By incorporating these insights, AI systems can be trained to have more authentic, effective conversations with farmers and to obtain better information on their needs, plans, and long-term aspirations.

However, as our focus group data suggests, there is much to extension work that an AI app cannot do. Notably, it cannot have full emotional intelligence (EI). It may be able to detect emotional cues in a user’s language and to mimic an emotional response in its answers. But AI models are computer systems that generate appropriate responses to prompts. They have no emotions or subjective experience. Thus, they cannot “assimilate emotion in thought, understand and reason with emotion, and regulate emotion in the self and others,” which are essential components of EI. 

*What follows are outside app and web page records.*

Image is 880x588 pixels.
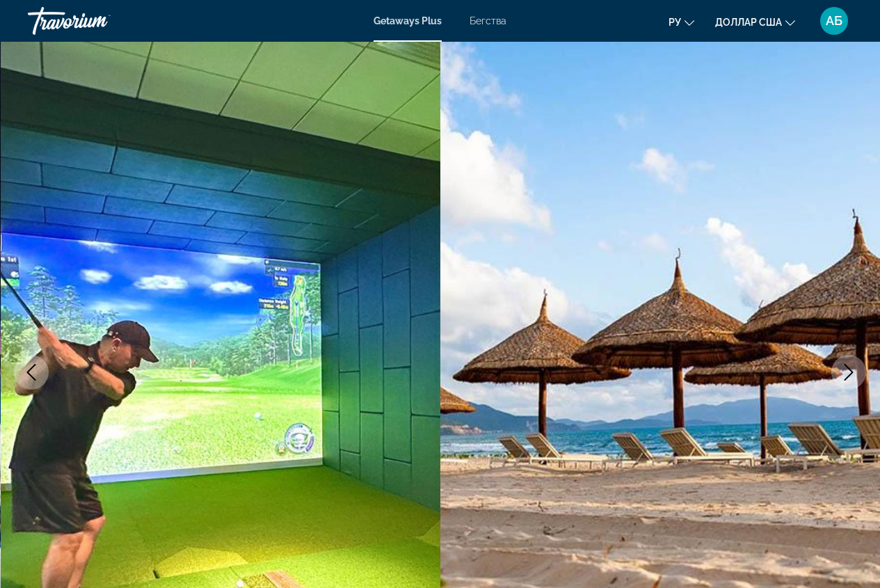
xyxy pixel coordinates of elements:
a: Бегства [470,15,506,26]
button: Изменить валюту [715,12,795,32]
a: Травориум [28,3,167,39]
iframe: Кнопка запуска окна обмена сообщениями [824,532,869,577]
button: Меню пользователя [816,7,852,36]
font: ру [668,17,681,28]
a: Getaways Plus [374,15,441,26]
button: Previous image [14,355,49,389]
button: Next image [831,355,866,389]
button: Изменить язык [668,12,695,32]
font: доллар США [715,17,782,28]
font: АБ [825,13,842,28]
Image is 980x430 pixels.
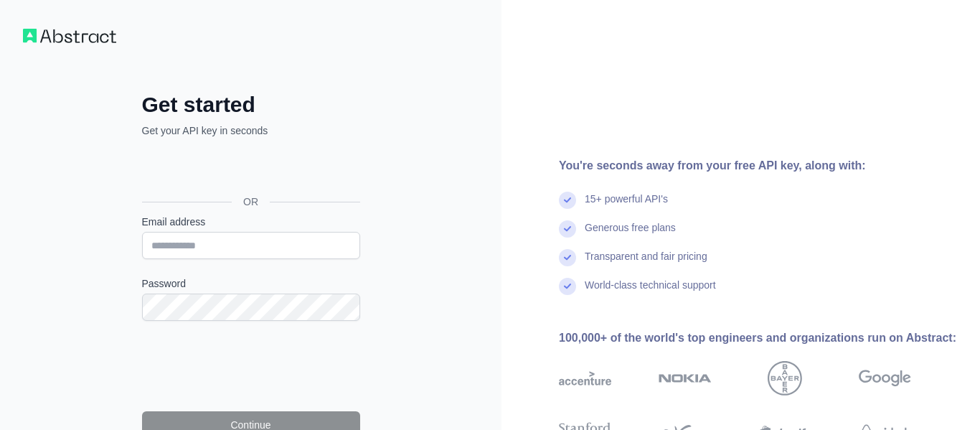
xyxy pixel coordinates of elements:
img: check mark [559,192,577,209]
img: google [859,361,911,396]
label: Email address [142,215,360,229]
span: OR [232,195,270,209]
label: Password [142,276,360,291]
div: 100,000+ of the world's top engineers and organizations run on Abstract: [559,330,958,347]
img: bayer [768,361,802,396]
iframe: Sign in with Google Button [135,154,365,185]
img: check mark [559,220,577,238]
img: Workflow [23,28,116,43]
div: 15+ powerful API's [585,192,668,220]
p: Get your API key in seconds [142,124,360,138]
img: nokia [659,361,712,396]
h2: Get started [142,92,360,118]
img: accenture [559,361,612,396]
iframe: reCAPTCHA [142,338,360,394]
div: You're seconds away from your free API key, along with: [559,158,958,175]
div: Transparent and fair pricing [585,249,708,278]
div: World-class technical support [585,278,716,307]
img: check mark [559,278,577,295]
img: check mark [559,249,577,267]
div: Generous free plans [585,220,676,249]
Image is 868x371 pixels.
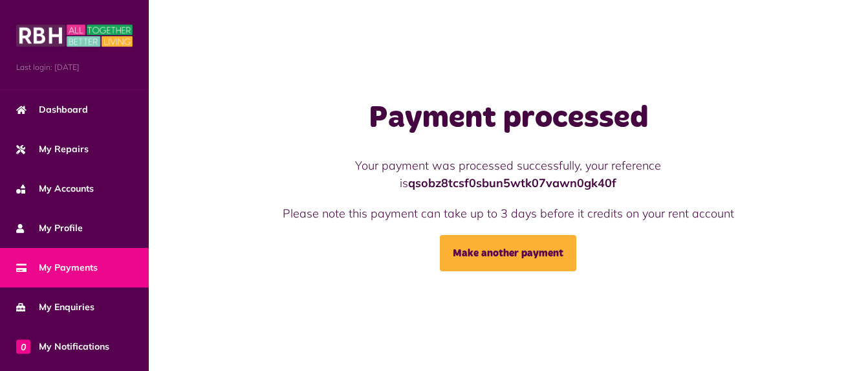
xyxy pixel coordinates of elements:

This is one reason that while AI can be useful in extension services, it cannot fully replace humans. If used right, AI apps can support the extension-farmer relationship, with the potential to vastly increase timely and tailored information and reach. But extension is not just about providing information; it is about exchanging information, fostering empowerment, offering hands-on advice, providing in-person support services, and brokering linkages between farmers and other food system actors.

Conclusion

Grounding AI in real-world extension practices is essential to ensure that farmers will benefit from its dissemination. The large language models that underlie gen AI apps must be better trained in human interaction, recognizing and mitigating biases inherited from traditional extension services. Program developers and users must also take proactive measures to ensure inclusive, equitable interactions tailored to different socioeconomic conditions of farmers, and not just different biophysical conditions of the farm.

Kristin Davis is a Senior Research Fellow with IFPRI’s Natural Resources and Resilience (NRR) Unit; Eliot Jones-Garcia is an NRR Senior Research Analyst; Niyati Singaraju is a Postdoctoral Fellow in Gender Research, International Rice Research Institute/Gender and Inclusion Focal Point, CGIAR Gender + AI Accelerator & Digital Transformation Initiative. Opinions are the authors’.